High lab performance alone isnโ€™t enough to justify industrial adoption, so the team went a step further. Using BioSTEAM, a process-simulation platform developed through CABBI, researchers modeled a full biomanufacturing facility that converts sugar into 3-HP and then upgrades it into acrylic acid.

They conducted both a techno-economic analysis (TEA) and a life cycle assessment (LCA) to evaluate financial feasibility and environmental impact.

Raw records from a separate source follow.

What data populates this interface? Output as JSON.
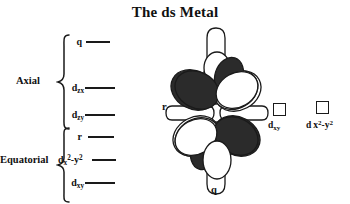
{
  "figure": {
    "title": "The ds Metal",
    "colors": {
      "ink": "#1a1a1a",
      "lobe_dark": "#2b2b2b",
      "lobe_light": "#ffffff",
      "background": "#ffffff"
    }
  },
  "energy_diagram": {
    "groups": [
      {
        "id": "axial",
        "label": "Axial"
      },
      {
        "id": "equatorial",
        "label": "Equatorial"
      }
    ],
    "levels": [
      {
        "id": "q-axial",
        "label_main": "q",
        "label_sub": "",
        "label_sup": "",
        "group": "axial",
        "y": 15,
        "line_x": 62,
        "line_w": 24
      },
      {
        "id": "dzx",
        "label_main": "d",
        "label_sub": "zx",
        "label_sup": "",
        "group": "axial",
        "y": 61,
        "line_x": 58,
        "line_w": 30
      },
      {
        "id": "dzy",
        "label_main": "d",
        "label_sub": "zy",
        "label_sup": "",
        "group": "axial",
        "y": 88,
        "line_x": 58,
        "line_w": 30
      },
      {
        "id": "r-eq",
        "label_main": "r",
        "label_sub": "",
        "label_sup": "",
        "group": "equatorial",
        "y": 110,
        "line_x": 62,
        "line_w": 26
      },
      {
        "id": "dx2-y2-eq",
        "label_main": "d",
        "label_sub": "x2-y2",
        "label_sup": "",
        "group": "equatorial",
        "y": 133,
        "line_x": 66,
        "line_w": 24
      },
      {
        "id": "dxy-eq",
        "label_main": "d",
        "label_sub": "xy",
        "label_sup": "",
        "group": "equatorial",
        "y": 156,
        "line_x": 58,
        "line_w": 30
      }
    ]
  },
  "orbital_diagram": {
    "tag_bottom": "q",
    "tag_left": "r",
    "lobes": [
      {
        "id": "lobe-upper-left",
        "fill": "dark"
      },
      {
        "id": "lobe-upper-right",
        "fill": "light"
      },
      {
        "id": "lobe-lower-left",
        "fill": "light"
      },
      {
        "id": "lobe-lower-right",
        "fill": "dark"
      },
      {
        "id": "lobe-top-vertical",
        "fill": "light"
      },
      {
        "id": "lobe-bottom-vertical",
        "fill": "light"
      },
      {
        "id": "lobe-left-horizontal",
        "fill": "light"
      },
      {
        "id": "lobe-right-horizontal",
        "fill": "light"
      },
      {
        "id": "lobe-inner-top",
        "fill": "dark"
      },
      {
        "id": "lobe-inner-bottom",
        "fill": "dark"
      }
    ]
  },
  "empty_orbitals": [
    {
      "id": "dxy-box",
      "label_main": "d",
      "label_sub": "xy",
      "label_sup": ""
    },
    {
      "id": "dx2y2-box",
      "label_main": "d",
      "label_sub": "x2-y2",
      "label_sup": ""
    }
  ],
  "labels": {
    "dxy_box_text": "dxy",
    "dx2y2_box_text": "d x2-y2"
  }
}
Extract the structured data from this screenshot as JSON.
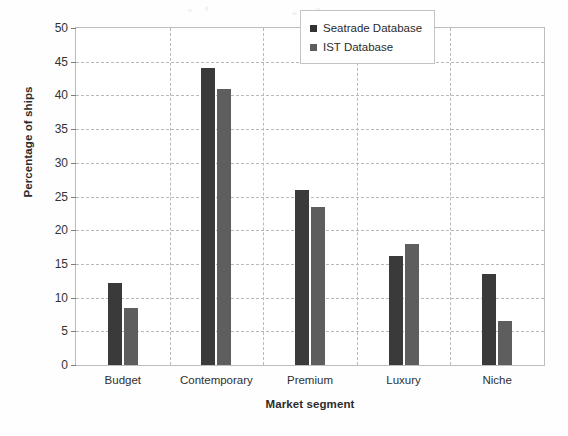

The results showed that the process is financially viable and offers meaningful sustainability advantages compared with petroleum-based acrylic acid production.

This modeling work confirms that the yeast-based process isnโ€™t just scientifically impressiveโ€”it makes economic sense at industrial scale.

What Comes Next for This Technology

With proof of concept established, the researchers are now focused on scaling up the process, integrating downstream purification steps, and testing additional renewable feedstocks beyond glucose to further improve economics.

Other CABBI scientists are also exploring new applications for the 3-HP produced using this method. One effort involves converting the fermentation broth into malonic acid, opening doors to new markets in pharmaceuticals and biodegradable materials.

Together, these projects position Issatchenkia orientalis as a next-generation microbial platform for sustainable chemical manufacturing.

A Bigger Picture for Biomanufacturing

This study highlights how advances in metabolic engineering, systems biology, and process modeling are finally converging to make biomanufacturing competitive with traditional petrochemistry. Instead of simply replacing fossil inputs, these approaches create entirely new value chains rooted in agriculture and renewable resources.

If adopted at scale, technologies like this could reshape how everyday chemicals are madeโ€”quietly improving sustainability while keeping costs in check.